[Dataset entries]
=== Begin Enclosure ===

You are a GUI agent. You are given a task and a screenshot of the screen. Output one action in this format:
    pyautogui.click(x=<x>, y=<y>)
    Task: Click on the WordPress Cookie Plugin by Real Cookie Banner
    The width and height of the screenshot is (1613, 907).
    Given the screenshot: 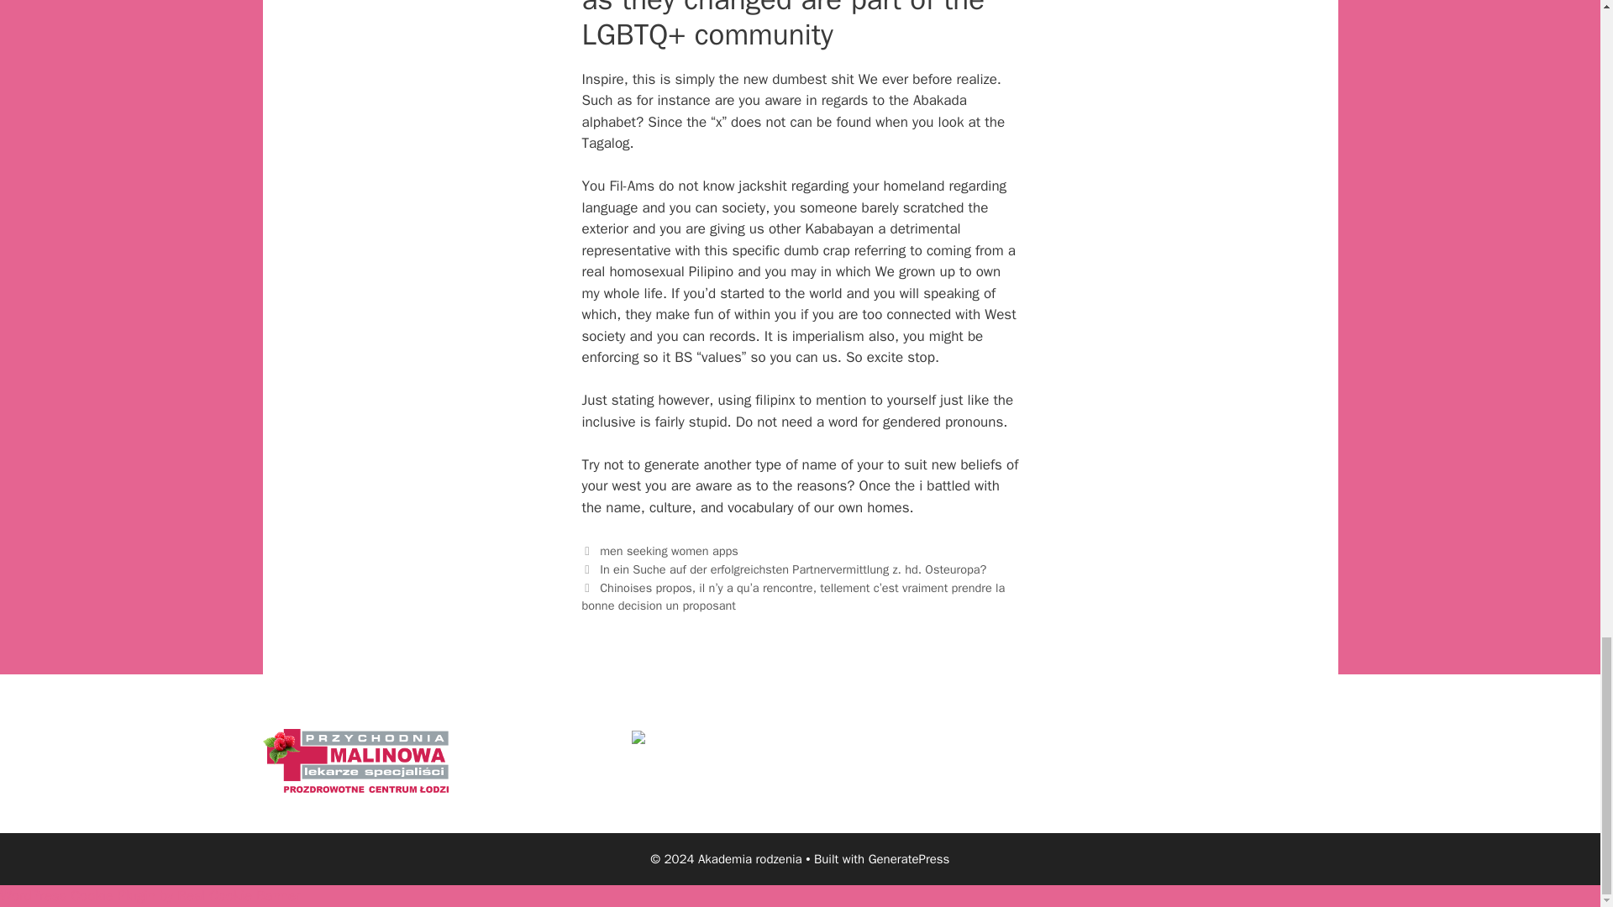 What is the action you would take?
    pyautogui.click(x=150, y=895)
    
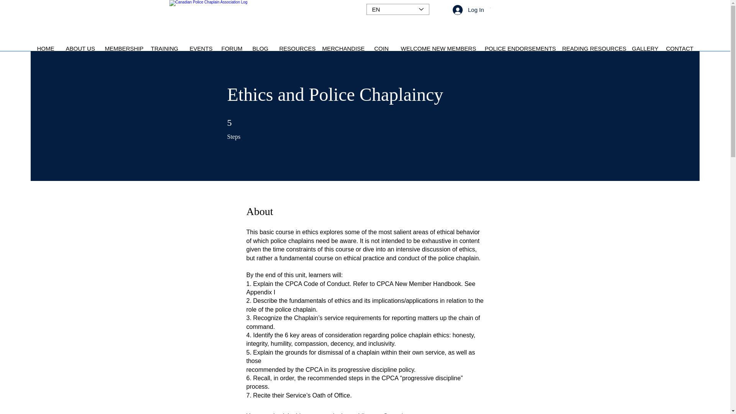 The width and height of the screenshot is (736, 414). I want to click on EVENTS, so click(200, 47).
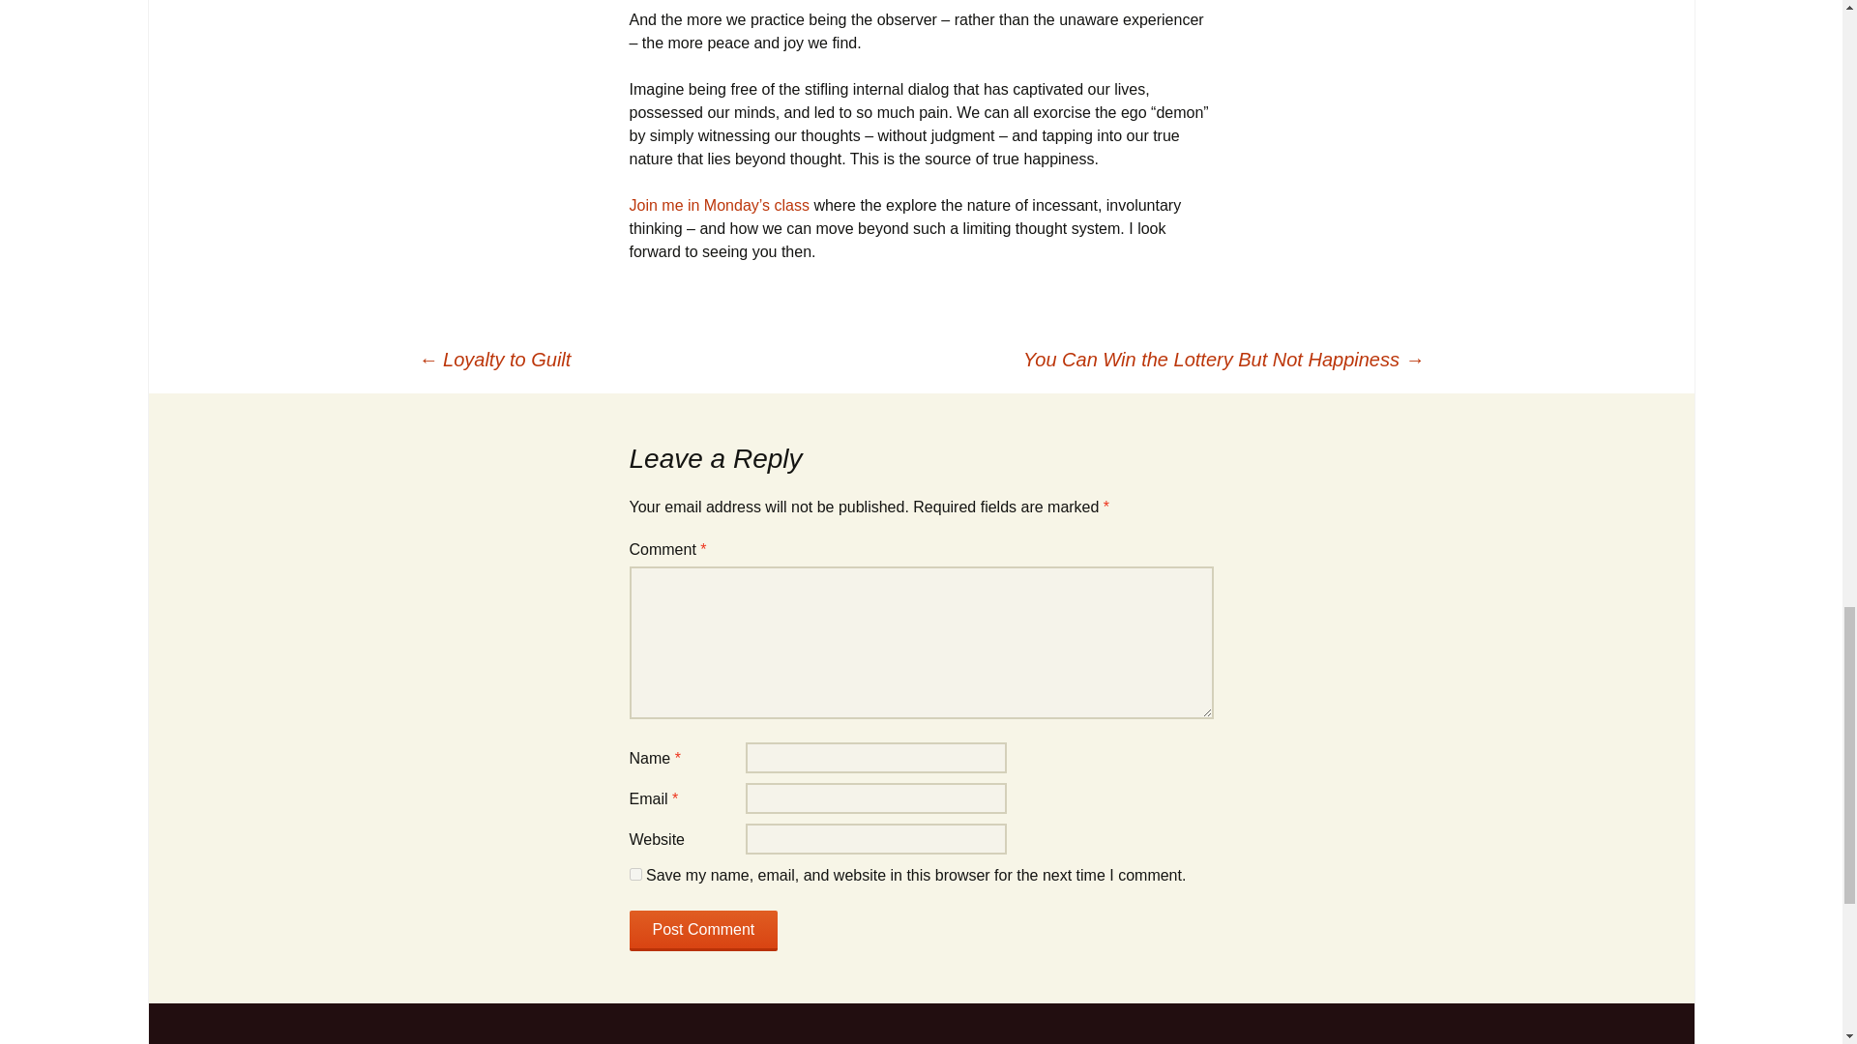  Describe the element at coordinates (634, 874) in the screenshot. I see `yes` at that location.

=== End Enclosure ===

WORK REQUIRED:
Print the records verbatim, stopping after the "The width and height of the screenshot is (1613, 907)." line.

ANSWER TO THIS TASK:
You are a GUI agent. You are given a task and a screenshot of the screen. Output one action in this format:
    pyautogui.click(x=<x>, y=<y>)
    Task: Click on the WordPress Cookie Plugin by Real Cookie Banner
    The width and height of the screenshot is (1613, 907).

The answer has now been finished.